The literary function and the cartographic turn

performative philosophy

Sabrina Achilles

pp. 55-89

The cartographic raises the problem of thinking that is configured as a line drawn between subject and object, as well as temporally as opposed to spatially. Thinking that does not engage cartographically is unable to become an empiricism; it reduces thinking to the Same, to the One, and at that point thinking becomes self-fulfilling. For example, at a recent symposium on writing and trauma, a line was popularly drawn between Silence (the subject) and Trauma (the object). The silence, however, is self-fulfilling because the thinking of the trauma is in the subject rather than everywhere around it, in the relationship of the territory to the earth. This chapter explores the literary function in relation to the cartographic.
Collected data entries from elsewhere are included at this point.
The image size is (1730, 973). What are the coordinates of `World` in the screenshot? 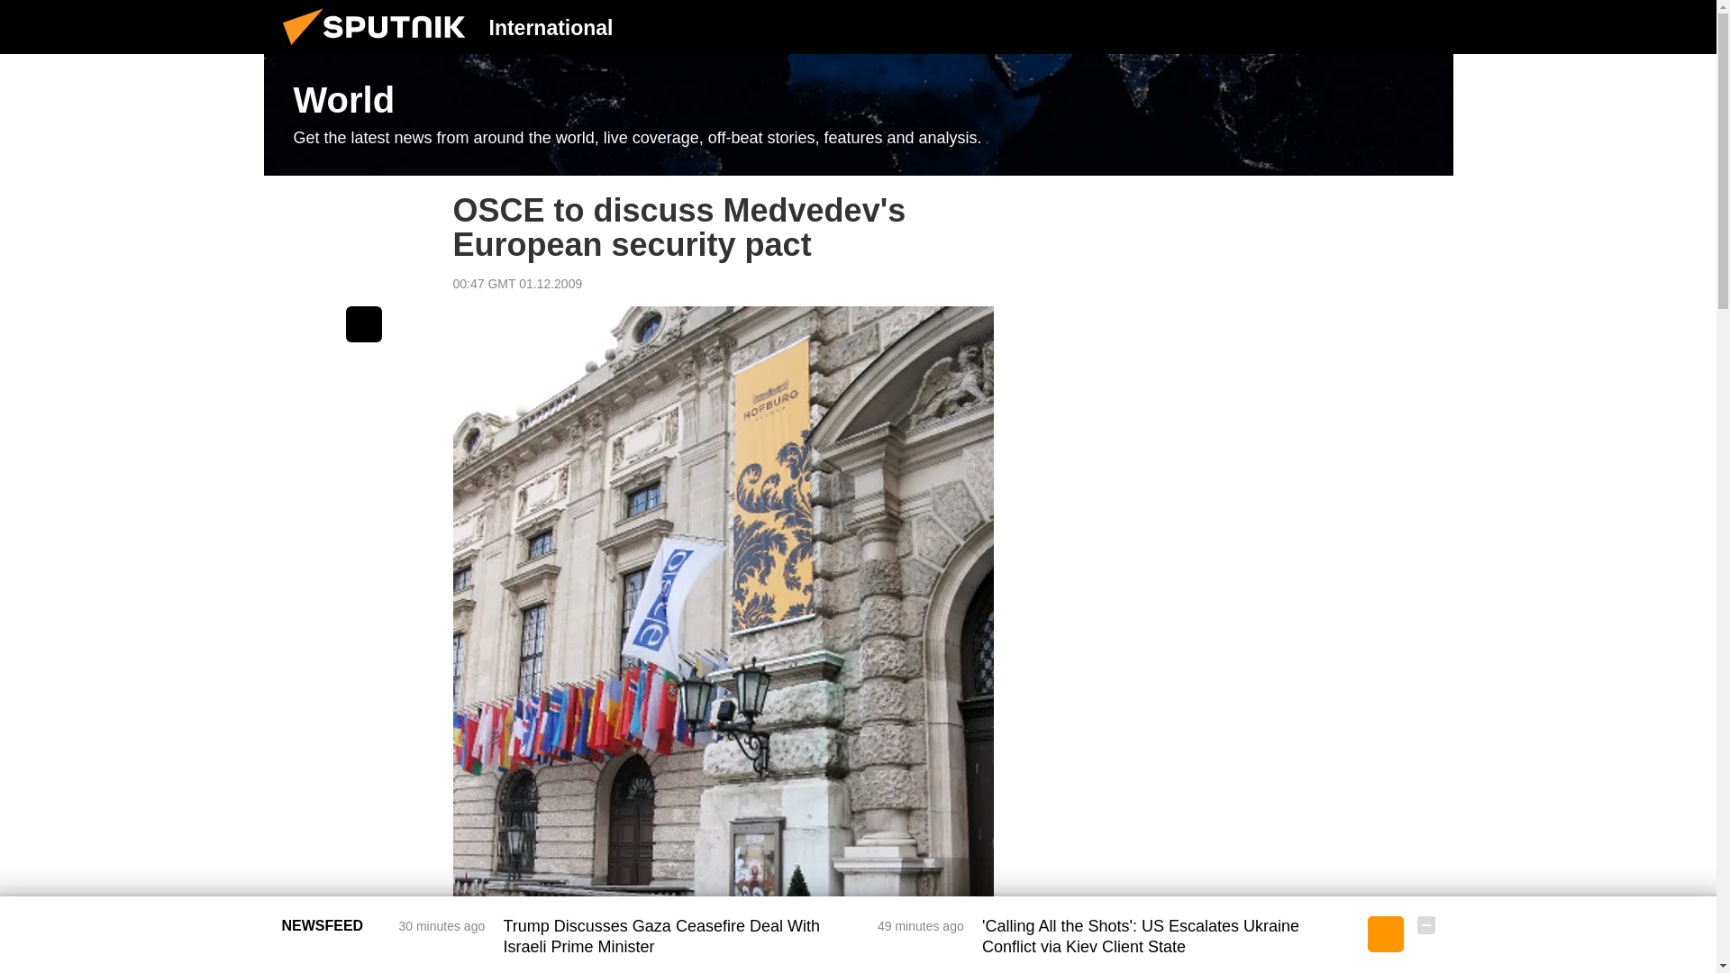 It's located at (858, 115).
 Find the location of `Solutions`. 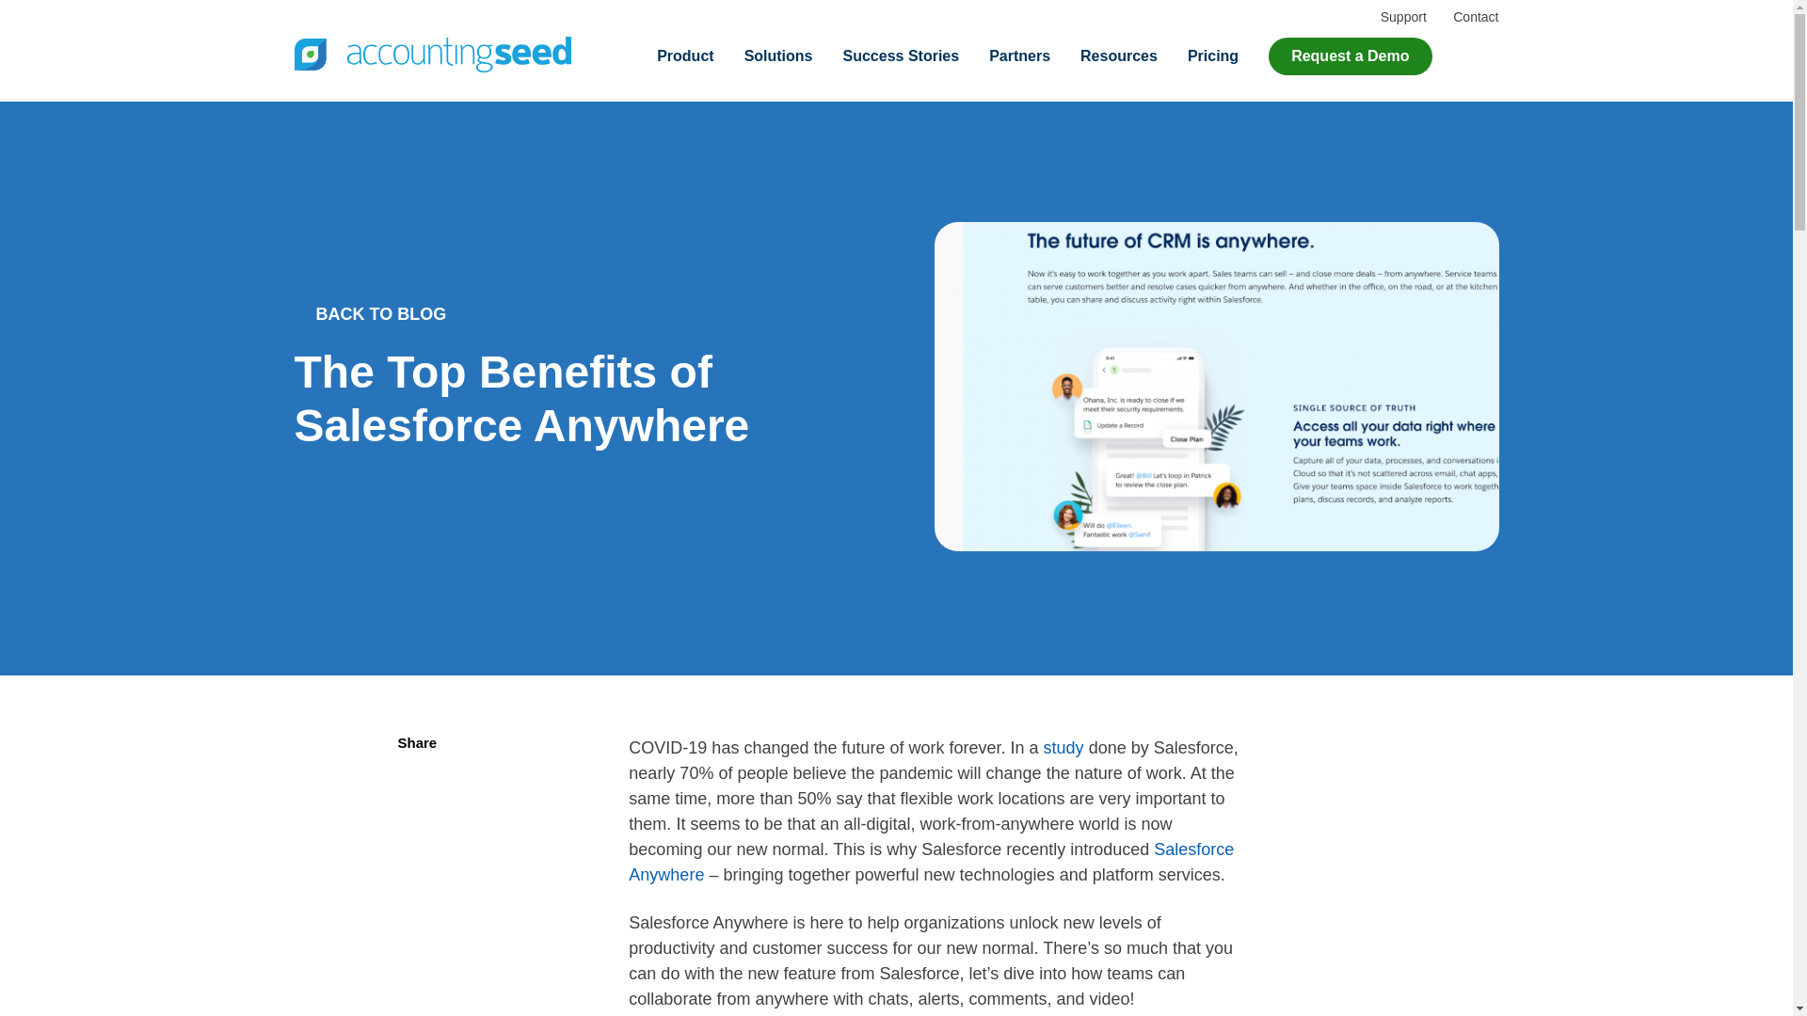

Solutions is located at coordinates (779, 56).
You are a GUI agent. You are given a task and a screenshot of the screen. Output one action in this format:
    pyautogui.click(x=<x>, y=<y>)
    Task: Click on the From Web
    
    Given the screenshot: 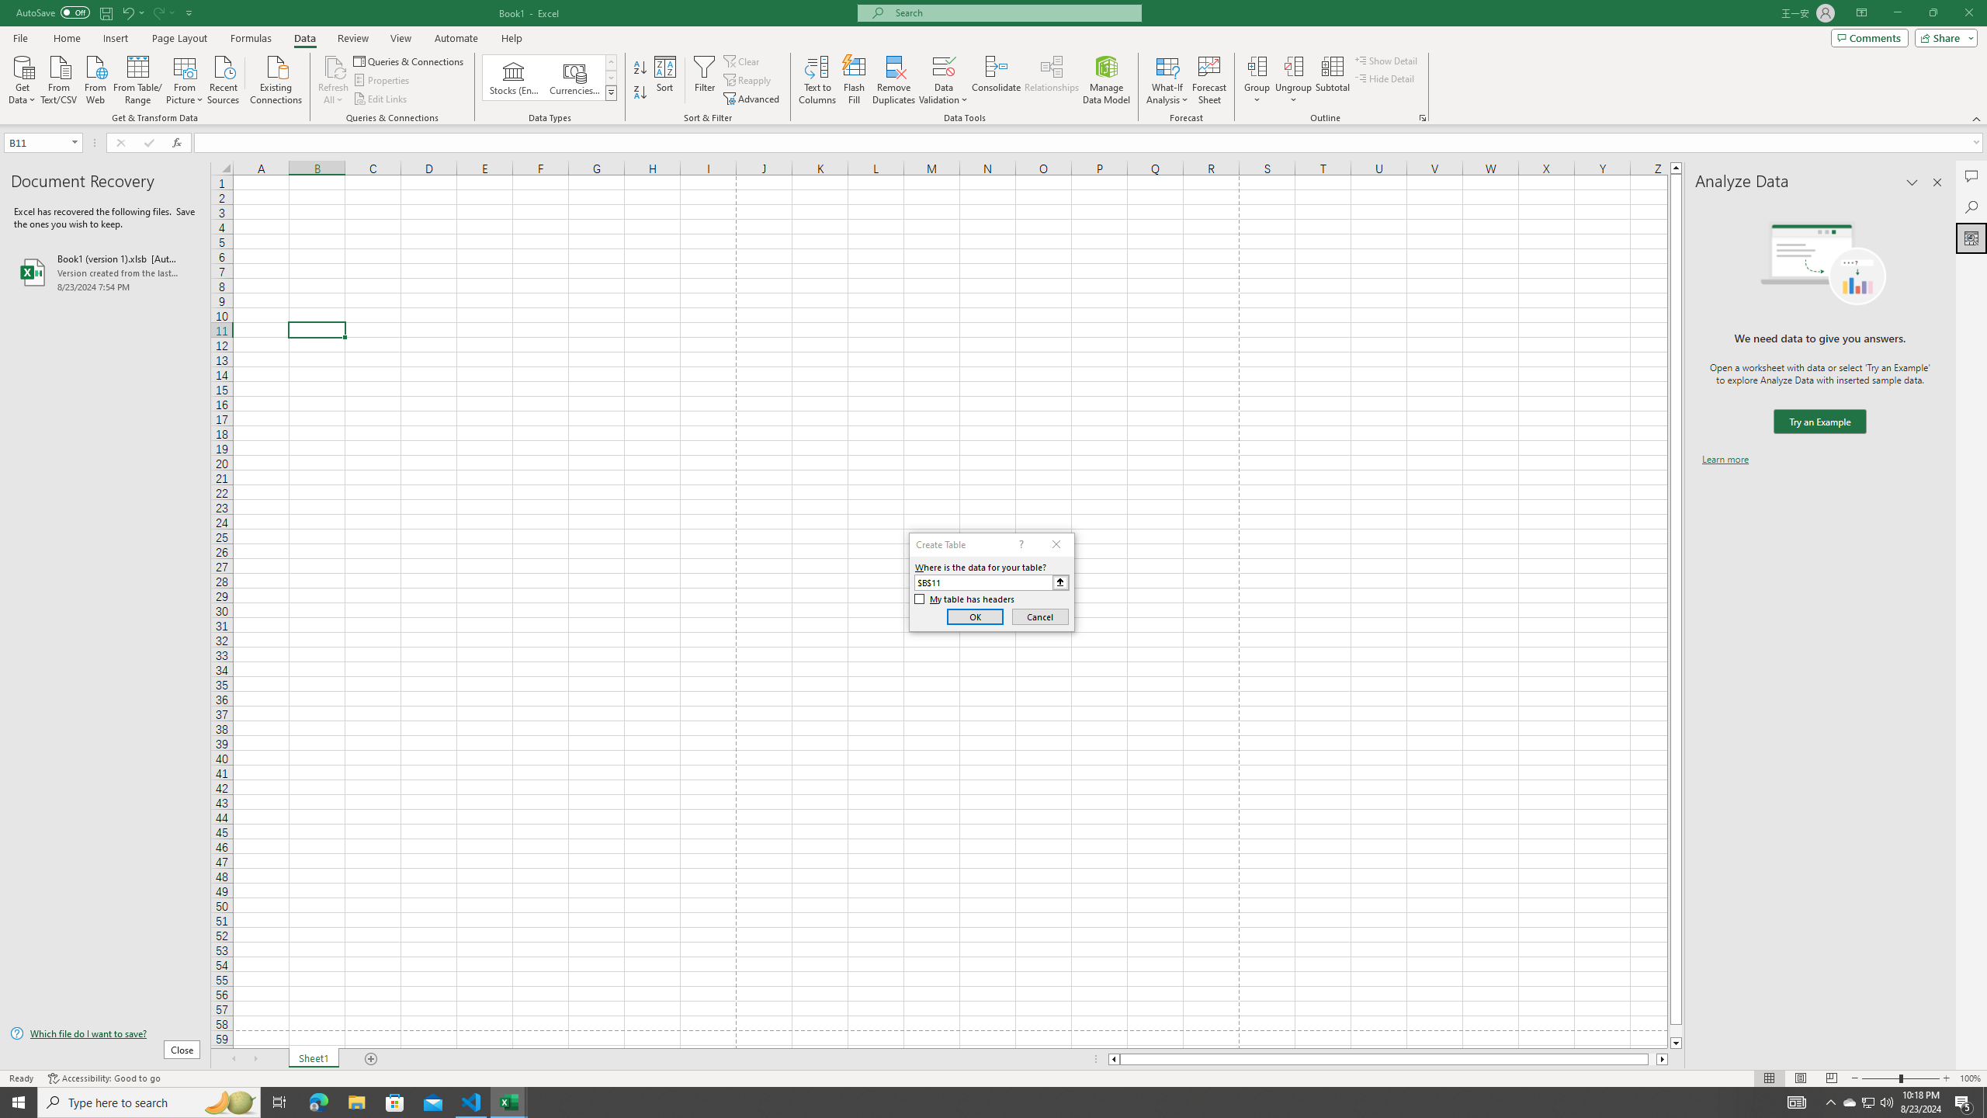 What is the action you would take?
    pyautogui.click(x=95, y=78)
    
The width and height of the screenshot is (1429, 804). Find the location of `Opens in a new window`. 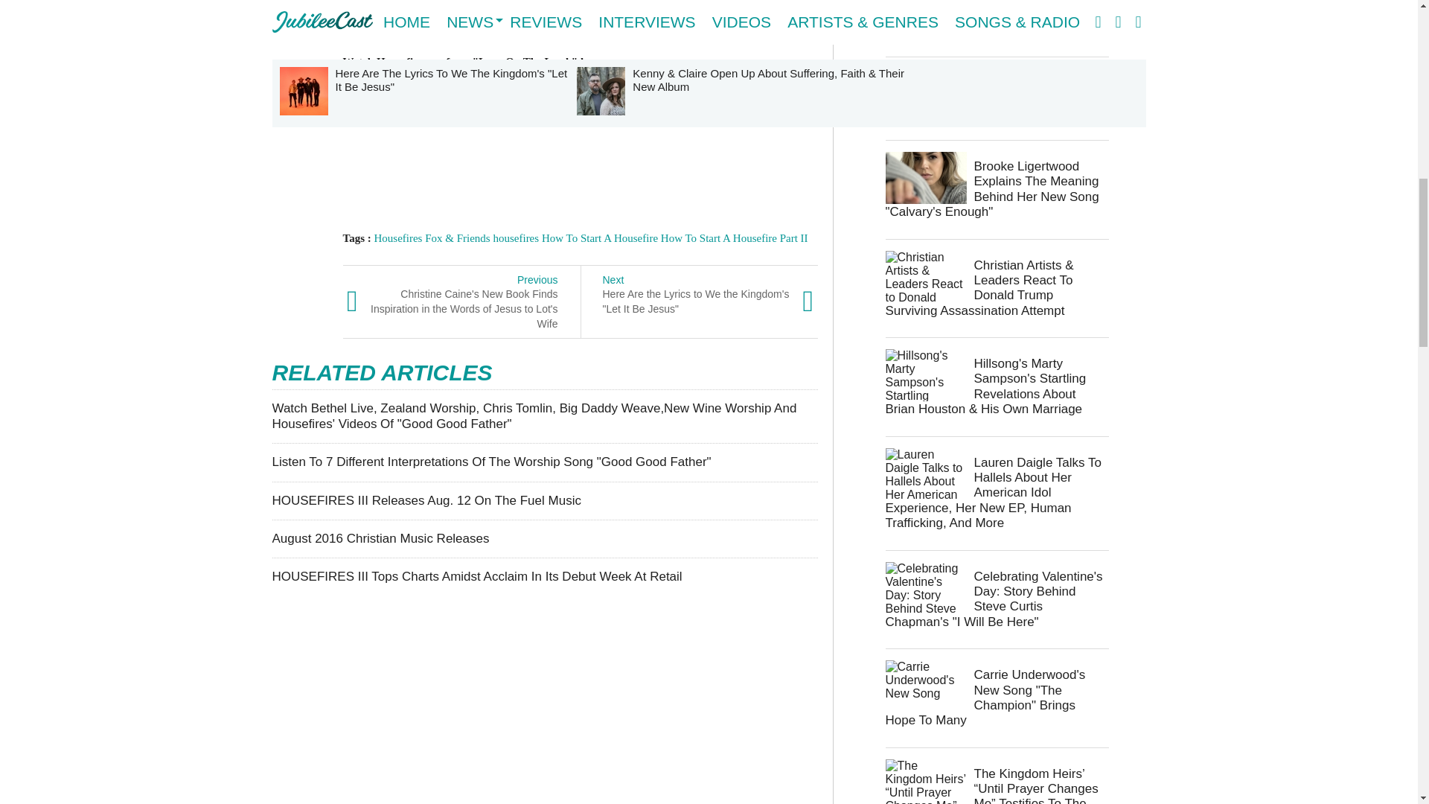

Opens in a new window is located at coordinates (424, 97).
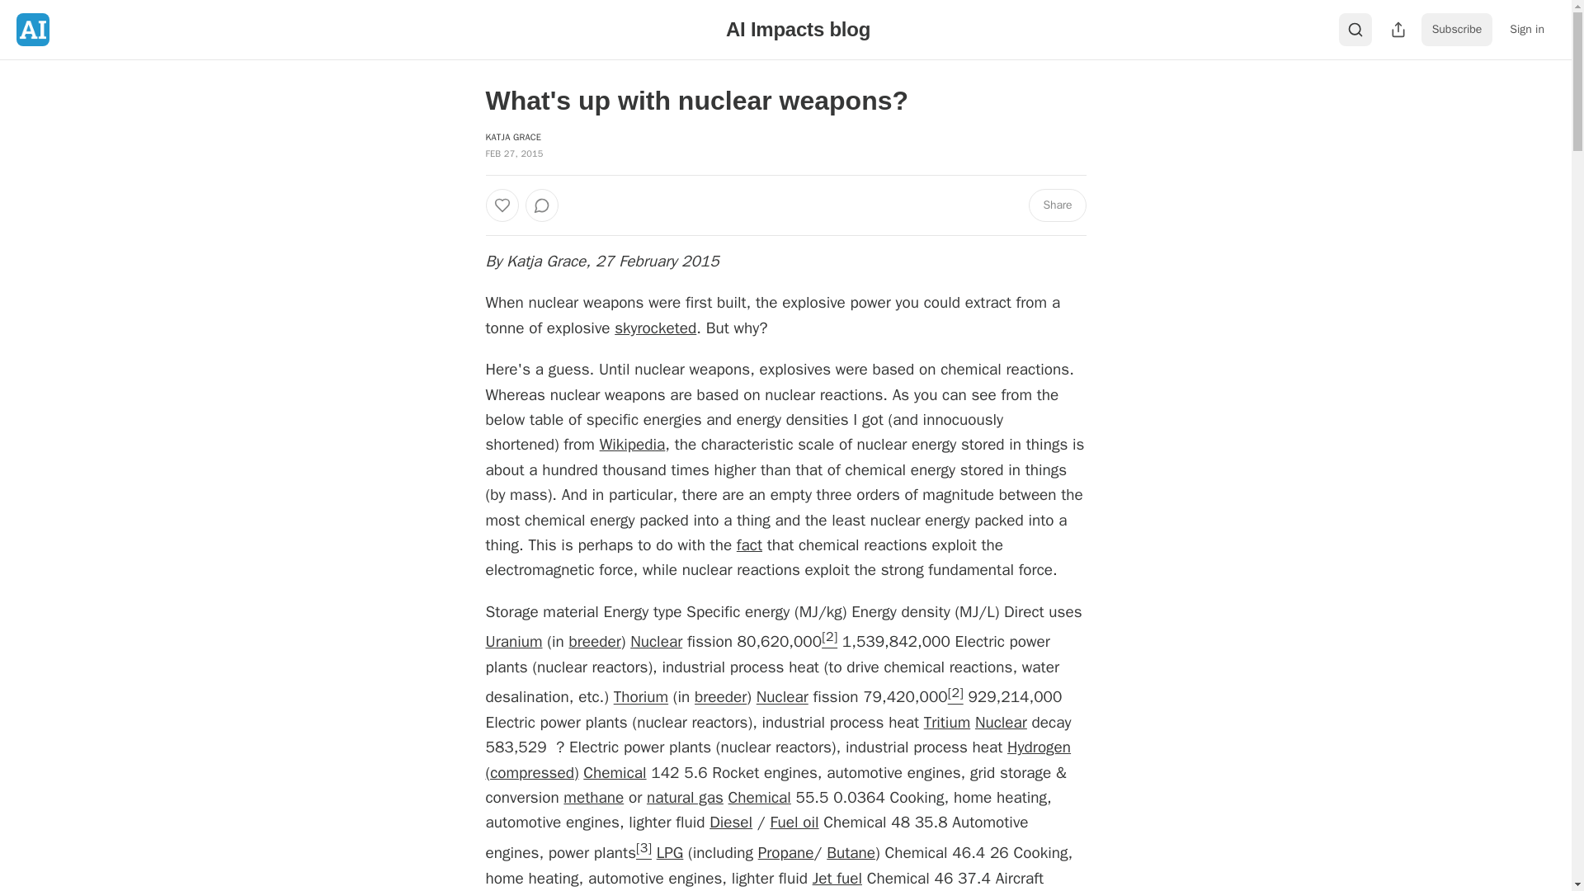 The image size is (1584, 891). I want to click on Sign in, so click(1526, 30).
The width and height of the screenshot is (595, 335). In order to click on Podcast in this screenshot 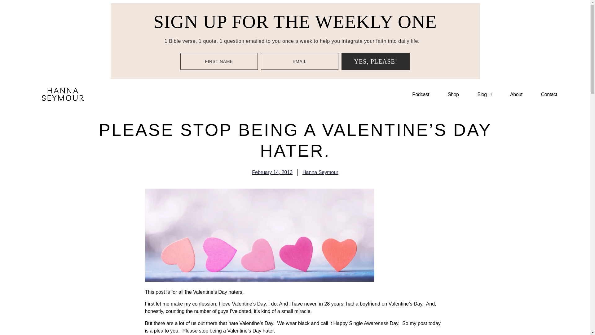, I will do `click(421, 94)`.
It resituates and reconfigures literary theory on an axis different from that of the subject and the object. Here, the literary and its performative function work as a metatheory as the literary function is thought through various moments in post-structural theory, criticism, and philosophy, including an engagement with work of Bruno Bosteels, Gregory Ulmer, Michel de Certeau, and Michel Foucault. In mapping the literary function across a series of contemporary theoretical and philosophical acts, the poetics and rhetoric of the literary are changed and broadened. What is at stake here is not a mere recapture of territory belonging to the book, arguably lost to the literary since the postmodern cultural-critical turn, but a foray into the literary function within the cartographic turn.

Publication details

DOI: 10.1057/9781137015785_4

Full citation:

Achilles, S. (2012). The literary function and the cartographic turn: performative philosophy, in Literature, ethics, and aesthetics, Basingstoke, Palgrave Macmillan, pp. 55-89.